Authors: Balazs Gerofi (RIKEN); Kohei Tarumizu, Lei Zhang, and Takayuki Okamoto (Fujitsu Ltd); Masamichi Takagi (RIKEN); Shinji Sumimoto (Fujitsu Ltd); and Yutaka Ishikawa (RIKEN)
Abstract: The long standing consensus in the High-Performance Computing (HPC) Operating Systems (OS) community is that lightweight kernel-based OSes (LWKs) have the potential to outperform Linux at extreme scale. To explore if LWKs live up to their expectation we developed IHK/McKernel, a lightweight multi-kernel OS designed for HPC, and deployed it on two high-end supercomputers to compare its performance against Linux. Oakforest-PACS, an Intel Xeon Phi-based supercomputer, runs a moderately tuned Linux distribution. Fugaku is based on Fujitsu's A64FX CPU that runs a highly tuned Linux environment.
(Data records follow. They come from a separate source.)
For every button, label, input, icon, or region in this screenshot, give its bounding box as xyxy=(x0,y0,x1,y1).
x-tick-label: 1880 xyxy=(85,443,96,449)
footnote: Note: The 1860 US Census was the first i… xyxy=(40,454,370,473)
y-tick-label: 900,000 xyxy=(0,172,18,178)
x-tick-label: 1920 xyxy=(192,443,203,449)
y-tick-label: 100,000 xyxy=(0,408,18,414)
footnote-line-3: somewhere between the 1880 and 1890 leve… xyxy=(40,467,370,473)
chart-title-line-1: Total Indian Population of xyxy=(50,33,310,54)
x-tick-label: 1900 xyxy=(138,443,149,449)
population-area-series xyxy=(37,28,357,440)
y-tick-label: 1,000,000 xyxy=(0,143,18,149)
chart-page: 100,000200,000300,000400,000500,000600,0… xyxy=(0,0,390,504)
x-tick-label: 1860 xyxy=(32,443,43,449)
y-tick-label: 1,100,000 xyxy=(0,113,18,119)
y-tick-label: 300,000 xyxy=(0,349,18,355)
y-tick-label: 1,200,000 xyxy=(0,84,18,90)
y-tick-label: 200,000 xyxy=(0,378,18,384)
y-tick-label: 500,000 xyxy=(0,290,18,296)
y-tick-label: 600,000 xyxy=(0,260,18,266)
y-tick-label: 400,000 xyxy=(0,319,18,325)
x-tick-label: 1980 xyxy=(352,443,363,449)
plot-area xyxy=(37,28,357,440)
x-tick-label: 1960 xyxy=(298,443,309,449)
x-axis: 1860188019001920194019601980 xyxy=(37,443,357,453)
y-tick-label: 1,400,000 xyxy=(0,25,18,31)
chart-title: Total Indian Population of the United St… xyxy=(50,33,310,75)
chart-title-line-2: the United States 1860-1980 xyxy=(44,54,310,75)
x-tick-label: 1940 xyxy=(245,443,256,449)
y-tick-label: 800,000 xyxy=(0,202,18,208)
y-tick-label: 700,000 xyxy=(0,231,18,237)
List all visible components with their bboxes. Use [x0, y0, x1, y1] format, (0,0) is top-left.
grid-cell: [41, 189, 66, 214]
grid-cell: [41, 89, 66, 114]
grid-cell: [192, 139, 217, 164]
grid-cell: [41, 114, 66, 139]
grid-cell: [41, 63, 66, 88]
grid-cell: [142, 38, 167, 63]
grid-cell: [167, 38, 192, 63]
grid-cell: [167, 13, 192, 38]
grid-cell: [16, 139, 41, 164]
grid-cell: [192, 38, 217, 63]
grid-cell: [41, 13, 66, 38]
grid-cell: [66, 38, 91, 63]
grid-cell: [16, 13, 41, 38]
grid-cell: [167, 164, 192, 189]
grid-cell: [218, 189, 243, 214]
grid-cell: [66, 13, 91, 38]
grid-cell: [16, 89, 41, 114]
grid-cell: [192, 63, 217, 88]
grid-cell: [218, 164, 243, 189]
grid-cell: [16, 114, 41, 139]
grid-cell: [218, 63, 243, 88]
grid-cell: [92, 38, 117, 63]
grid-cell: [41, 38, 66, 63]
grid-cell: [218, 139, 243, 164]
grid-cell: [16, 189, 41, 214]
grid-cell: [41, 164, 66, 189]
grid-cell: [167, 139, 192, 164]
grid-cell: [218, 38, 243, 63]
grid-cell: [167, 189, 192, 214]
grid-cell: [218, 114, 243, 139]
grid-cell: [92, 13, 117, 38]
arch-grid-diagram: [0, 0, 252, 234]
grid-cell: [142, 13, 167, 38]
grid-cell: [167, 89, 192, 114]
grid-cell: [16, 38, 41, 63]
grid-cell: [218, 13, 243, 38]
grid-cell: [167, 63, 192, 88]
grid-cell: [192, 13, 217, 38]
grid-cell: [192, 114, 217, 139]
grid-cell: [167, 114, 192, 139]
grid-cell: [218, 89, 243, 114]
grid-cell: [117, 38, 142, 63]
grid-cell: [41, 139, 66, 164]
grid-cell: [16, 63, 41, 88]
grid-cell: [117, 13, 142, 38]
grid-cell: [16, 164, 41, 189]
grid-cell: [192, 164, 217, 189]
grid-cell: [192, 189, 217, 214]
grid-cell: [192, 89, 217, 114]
We discuss some of the recent developments in our OS and provide a detailed description on the challenges of tuning Fugaku's Linux for HPC. While in a moderately tuned environment McKernel significantly outperforms Linux, on Fugaku we observe an average of 4% speedup (across all our experiments), with only a few exceptions where the LWK outperforms Linux by up to 25%.